Return the full listing exactly as it is written.
---- DATA FOR THIS EXERCISE
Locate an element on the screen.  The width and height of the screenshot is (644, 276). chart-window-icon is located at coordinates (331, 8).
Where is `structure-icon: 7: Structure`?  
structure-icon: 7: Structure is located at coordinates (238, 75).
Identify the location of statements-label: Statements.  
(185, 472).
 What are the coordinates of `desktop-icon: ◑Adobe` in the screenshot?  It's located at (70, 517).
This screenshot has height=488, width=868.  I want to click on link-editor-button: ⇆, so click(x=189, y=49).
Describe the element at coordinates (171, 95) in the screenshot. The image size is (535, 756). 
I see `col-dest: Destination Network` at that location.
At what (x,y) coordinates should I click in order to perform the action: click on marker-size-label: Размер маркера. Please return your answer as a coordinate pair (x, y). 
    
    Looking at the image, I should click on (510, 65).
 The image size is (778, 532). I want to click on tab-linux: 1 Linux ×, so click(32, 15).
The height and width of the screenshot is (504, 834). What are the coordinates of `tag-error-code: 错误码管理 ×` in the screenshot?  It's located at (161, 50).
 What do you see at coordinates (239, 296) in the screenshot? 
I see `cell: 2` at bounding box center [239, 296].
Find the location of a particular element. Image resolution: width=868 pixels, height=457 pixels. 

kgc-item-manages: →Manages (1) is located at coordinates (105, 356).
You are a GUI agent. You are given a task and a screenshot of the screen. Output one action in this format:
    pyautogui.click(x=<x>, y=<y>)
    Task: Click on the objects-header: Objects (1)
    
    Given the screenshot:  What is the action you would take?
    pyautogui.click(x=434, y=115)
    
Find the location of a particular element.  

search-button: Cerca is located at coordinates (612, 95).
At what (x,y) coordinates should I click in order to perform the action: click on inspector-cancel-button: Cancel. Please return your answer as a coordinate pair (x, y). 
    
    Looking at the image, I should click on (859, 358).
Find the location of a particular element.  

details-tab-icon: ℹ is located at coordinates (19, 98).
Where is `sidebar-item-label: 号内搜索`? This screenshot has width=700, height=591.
--------
• ANSWER FOR THIS EXERCISE
Locate an element on the screen.  The width and height of the screenshot is (644, 276). chart-window-icon is located at coordinates (331, 8).
Where is `structure-icon: 7: Structure`?  
structure-icon: 7: Structure is located at coordinates (238, 75).
Identify the location of statements-label: Statements.  
(185, 472).
 What are the coordinates of `desktop-icon: ◑Adobe` in the screenshot?  It's located at (70, 517).
This screenshot has height=488, width=868.  I want to click on link-editor-button: ⇆, so click(x=189, y=49).
Describe the element at coordinates (171, 95) in the screenshot. The image size is (535, 756). 
I see `col-dest: Destination Network` at that location.
At what (x,y) coordinates should I click in order to perform the action: click on marker-size-label: Размер маркера. Please return your answer as a coordinate pair (x, y). 
    
    Looking at the image, I should click on (510, 65).
 The image size is (778, 532). I want to click on tab-linux: 1 Linux ×, so click(32, 15).
The height and width of the screenshot is (504, 834). What are the coordinates of `tag-error-code: 错误码管理 ×` in the screenshot?  It's located at (161, 50).
 What do you see at coordinates (239, 296) in the screenshot? 
I see `cell: 2` at bounding box center [239, 296].
Find the location of a particular element. Image resolution: width=868 pixels, height=457 pixels. 

kgc-item-manages: →Manages (1) is located at coordinates (105, 356).
You are a GUI agent. You are given a task and a screenshot of the screen. Output one action in this format:
    pyautogui.click(x=<x>, y=<y>)
    Task: Click on the objects-header: Objects (1)
    
    Given the screenshot:  What is the action you would take?
    pyautogui.click(x=434, y=115)
    
Find the location of a particular element.  

search-button: Cerca is located at coordinates (612, 95).
At what (x,y) coordinates should I click in order to perform the action: click on inspector-cancel-button: Cancel. Please return your answer as a coordinate pair (x, y). 
    
    Looking at the image, I should click on (859, 358).
Find the location of a particular element.  

details-tab-icon: ℹ is located at coordinates (19, 98).
Where is `sidebar-item-label: 号内搜索`? This screenshot has width=700, height=591.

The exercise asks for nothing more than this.